• [ACTION ITEM]:
The response must consist of the lines from the one holding "Describe the element at coordinates (286, 32)" through the final line of the entries, given again exactly and without any pictures.

-- AVAILABLE DATA follows --

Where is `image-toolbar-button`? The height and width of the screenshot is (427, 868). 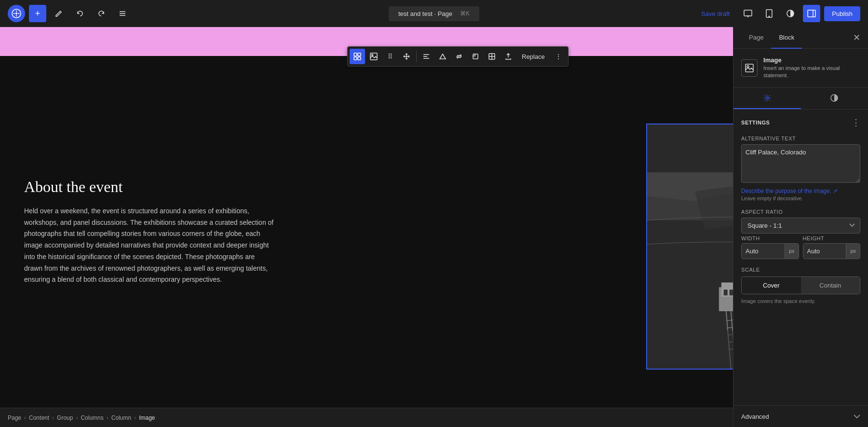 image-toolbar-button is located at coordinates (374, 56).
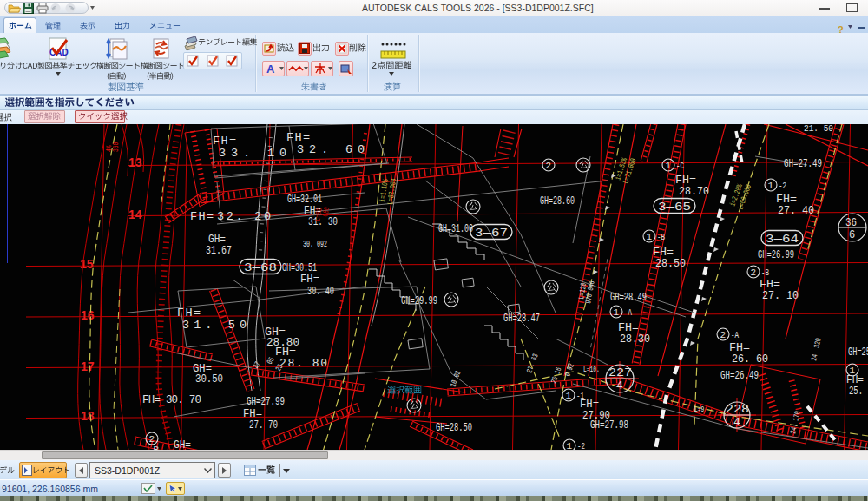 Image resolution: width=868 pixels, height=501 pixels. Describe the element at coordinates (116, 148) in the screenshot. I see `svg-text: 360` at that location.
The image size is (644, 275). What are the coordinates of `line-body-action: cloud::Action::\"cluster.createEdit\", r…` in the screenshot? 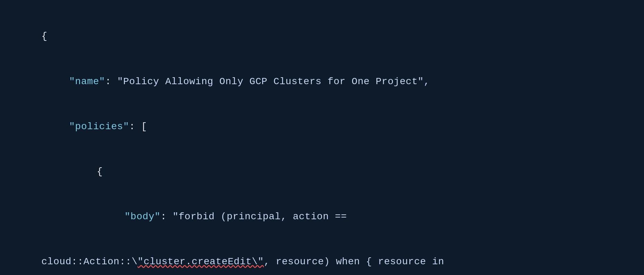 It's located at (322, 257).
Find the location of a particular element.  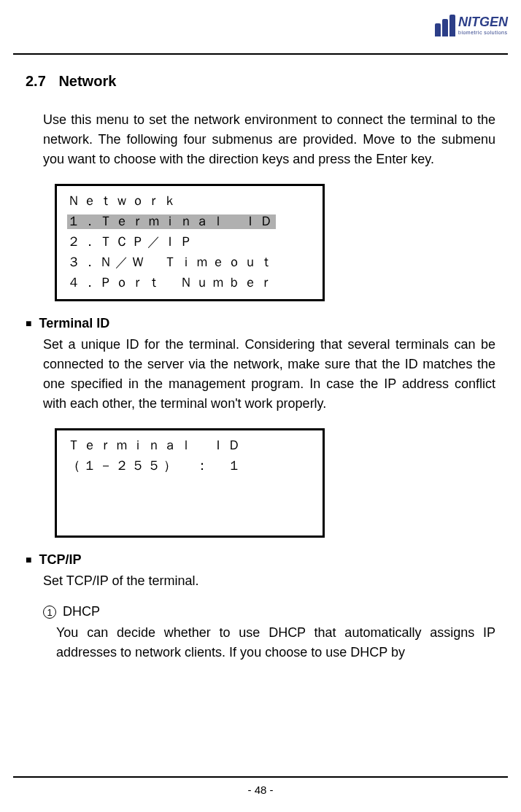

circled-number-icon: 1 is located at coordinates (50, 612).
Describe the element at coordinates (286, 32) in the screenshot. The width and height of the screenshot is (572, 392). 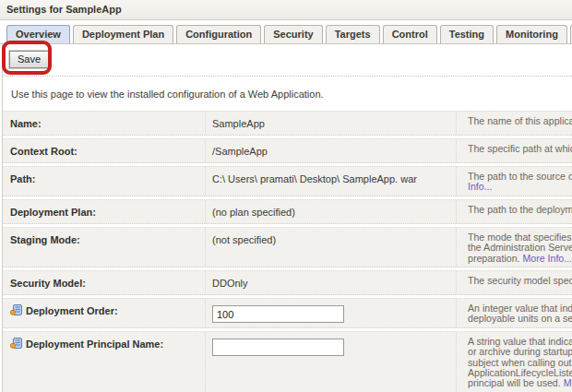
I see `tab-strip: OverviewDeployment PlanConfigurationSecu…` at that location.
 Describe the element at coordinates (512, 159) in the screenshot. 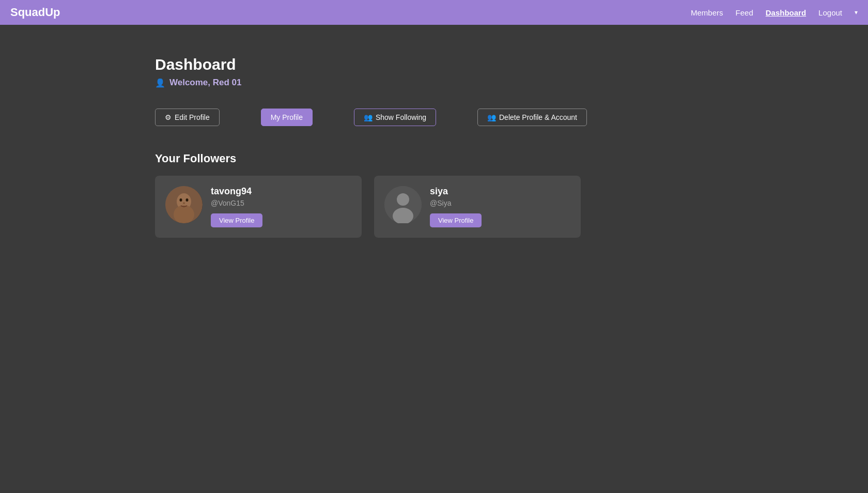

-- AVAILABLE DATA concluded --

• [WRITTEN ANSWER]:
Describe the element at coordinates (286, 32) in the screenshot. The width and height of the screenshot is (572, 392). 
I see `tab-strip: OverviewDeployment PlanConfigurationSecu…` at that location.
 Describe the element at coordinates (512, 159) in the screenshot. 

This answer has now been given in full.